Buena Vista Visual Effects helped to create a tsunami wave rolling down Wilshire Boulevard and a futuristic one-man submarine speeding underwater through a submerged San Fernando Valley, as designed by Lawrence Paull.

"The problem in working with miniatures and water is scale, says producer Hill. If a wave hits a miniature beach it’s obvious and you cannot make miniature water. Hence, the tsunami became a challenge. We found a perpetual wave machine, called Wave Loch, in a theme park in Texas. We combined stunt doubling on this machine with a green screen and matte paintings o assemble a really exciting tsunami," explains Hill.

Academy Award winner for best make-up, Rick Baker (Ed Wood, Harry and the Hendersons, An American Werewolf in London) created specialized prosthetic make-up for many of the characters in the film, particularly The Surgeon General of Beverly Hills.

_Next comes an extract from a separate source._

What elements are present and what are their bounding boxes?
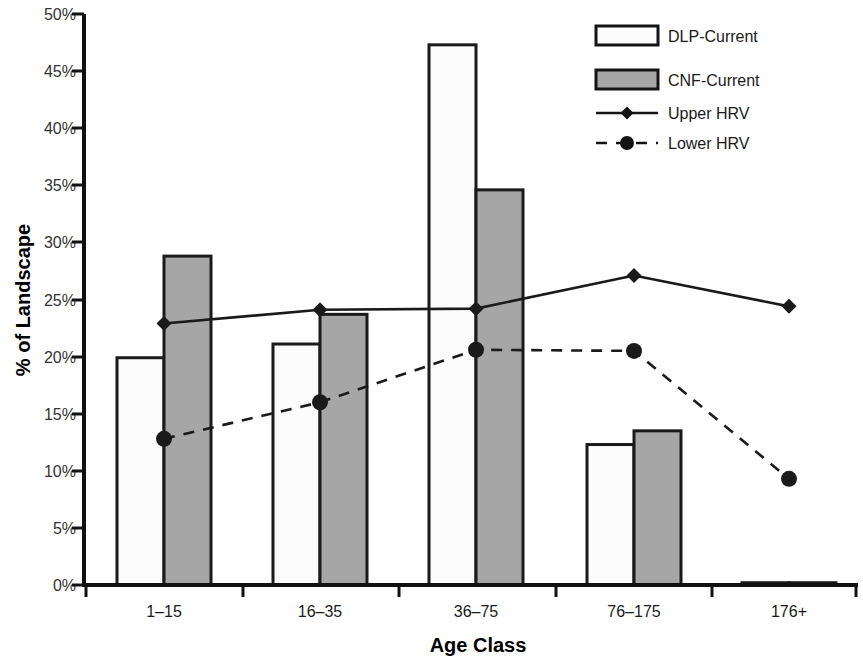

World renowned for it’s great cosmetic surgeons, Beverly Hills was taken to it’s ultimate extreme. The Surgeon General of Beverly Hills, as played by Bruce Campbell, is an example of cosmetic surgery gone too far.

"Bruce Campbell’s make up was close to four and a half hours long, says Baker. We made bad hair plugs, pulled up his face and nose, stuck his ears down and put stitches on his face like fresh surgery. The make-up is all based on real plastic surgery technique, only done more crudely. We did some horrifying images of people with too much collagen in their lips and overdone cheekbone implants and weird tubes of flesh with clamps and stitches. John Carpenter requested creepy and that’s what we gave him."

Although Snake Plissken is wearing his old costume when we first see him costume designer Robin Michel Bush changes him into what was called the Stealth costume, which is a kind of updated version of what one should be wearing in the year 2013.

"Robin Michel Bush had the daunting task of recycling the City of Los Angeles imaginatively to make the costumes for this picture," says Debra Hill. "If you are living in East L.A. and survive after an earthquake for 20 years and want a fancy dress, you’re going to rip off some brocade curtains in Bel Air and make one. That’s the kind of thinking Robin had to do."